High Coin by Harpers Bizarre is written and arranged by Van Dyke Parks, in a very similar style to his work on Song Cycle (which I must write about at some point).

You Don’t Know Me by Ray Charles is from Modern Sounds In Country And Western Music vol 1 (my copy of which, bought second-hand, was the best 50p I ever spent). One of the greatest vocal performances of all time, this is one of a very small number of songs that can reduce me to tears.

Golden Days by William Grant Still is an excerpt from The American Scene, one of Still’s last major works. For those who don’t know him, Still was ‘the black Gershwin’, going from arranging for WC Handy and playing with James P Johnson to being the first African-American to conduct a symphony orchestra. He’s a sadly underrated figure in American music, and fans of Gershwin, Ives, Copeland et al could do worse than check out his stuff.

Another Time by Curt Boettcher is a lovely gentle soft-pop song. In the mid-60s a sort of informal collective of people centred round Boettcher and Gary Usher recorded about six albums worth of soft-pop stuff which mostly remained unreleased til the 90s, and has since been released on several different labels under several different names – the same tracks can be found as by Curt Boettcher and/or the Ballroom and/or The Millennium and/or Sandy Salisbury and/or Sagittarius, depending on the reissue. These are all worth getting, but the stuff released as by Boettcher or Salisbury solo tends to be the best.
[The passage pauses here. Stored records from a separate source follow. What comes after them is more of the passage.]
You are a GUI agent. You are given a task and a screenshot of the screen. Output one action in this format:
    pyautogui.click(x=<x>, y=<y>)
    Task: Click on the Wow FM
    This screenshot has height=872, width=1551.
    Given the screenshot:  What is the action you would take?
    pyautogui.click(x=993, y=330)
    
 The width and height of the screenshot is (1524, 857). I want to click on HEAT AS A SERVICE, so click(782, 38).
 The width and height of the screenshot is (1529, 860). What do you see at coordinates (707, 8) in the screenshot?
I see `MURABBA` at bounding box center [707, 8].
Oh Bondage, Up Yours by X-Ray Specs is here for three reasons – firstly that there are too many slow songs in this list, secondly that there aren’t many women, and thirdly because it’s fucking great. “Some people think that little girls should be seen and not heard, but I say… OH BONDAGE, UP YOURS!”

Lyke-Wake Dirge by Pentangle is actually only my second-favourite version of this old song (after that by The Young Tradition), which is surprising because Pentangle were one of the most interesting bands of the late 60s, fusing traditional folk and modern jazz. It’s an old Yorkshire song to be sung at wakes, and the lyrics (which can be found here) talk about ordeals of purgatory, saying that after you’re dead you have to go through various trials, and will only have to protect you the things you gave to the poor in this life – you have to walk over thorns and can only wear shoes if you gave shoes to the poor, and so on. Quite an inspiring, hopeful but earthy take on things, as tends to be the way with Yorkshire religion.

You Set The Scene by Love is an alternative mix of the track from Forever Changes. The amount of invention in this song – the number of different melodies, and the strength of them – is astoundng. Just listen to the section starting ‘this is the time in life that I am living’ without shivers going down your spine. I DARE you.

And Rosary by Scott Walker is from Tilt, his ‘comeback’ album, and (along with his more recent The Drift and …And Who Shall Go To The Ball? And Who Shall Go To The Ball?) possibly the strangest records ever made by a major figure.